"Use heresy as an axe," said Albert de Gondi. "You will not incur the odium of executions."

"Ha!" said the Queen, "but I know nothing of the strength or the schemes of these folks, and I cannot communicate with them through any safe channel. If I were found out in any such conspiracy, either by the Queen, who watches me as if I were an infant in arms, or by my two jailers, who let no one come into the château, I should be banished from the country, and taken back to Florence under a formidable escort captained by some ruffianly Guisard! Thank you, friends!—Oh, daughter-in-law! I hope you may some day be a prisoner in your own house; then you will know what you have inflicted on me!"

"Their schemes!" exclaimed Chiverni. "The Grand Master and the Cardinal know them; but those two foxes will not tell.
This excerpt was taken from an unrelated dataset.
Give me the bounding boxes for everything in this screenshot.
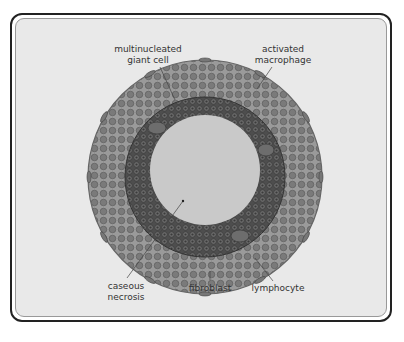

If you, madame, can make them tell, I will devote myself to you, and come to an understanding with the Prince de Condé."

"Which of their plans have they failed to conceal from you?" asked the Queen, glancing towards the brothers de Guise.

"Monsieur de Vieilleville and Monsieur de Saint-André have just had their orders, of which we know nothing; but the Grand Master is concentrating his best troops on the left bank, it would seem. Within a few days you will find yourself at Amboise. The Grand Master came to this terrace to study the position, and he does not think Blois favorable to his private schemes. Well, then, what does he want?" said Chiverni, indicating the steep cliffs that surround the château. "The Court could nowhere be safer from sudden attack than it is here."

"Abdicate or govern," said Albert de Gondi in the Queen's ear as she stood thinking.

A fearful expression of suppressed rage flashed across the Queen's handsome ivory-pale face.—She was not yet forty, and she had lived for twenty-six years in the French Court, absolutely powerless, she, who ever since she had come there had longed to play the leading part.

"Never so long as this son lives! His wife has bewitched him!"

After a short pause these terrible words broke from her in the language of Dante.

Catherine's exclamation had its inspiration in a strange prediction, spoken a few days before at the Château of Chaumont, on the opposite bank of the Loire, whither she had gone with her astrologer Ruggieri to consult a famous soothsayer. This woman was brought to meet her by Nostradamus, the chief of those physicians who in that great sixteenth century believed in the occult sciences, with Ruggieri, Cardan, Paracelsus, and many more. This fortune-teller, of whose life history has no record, had fixed the reign of Francis II. at one year's duration.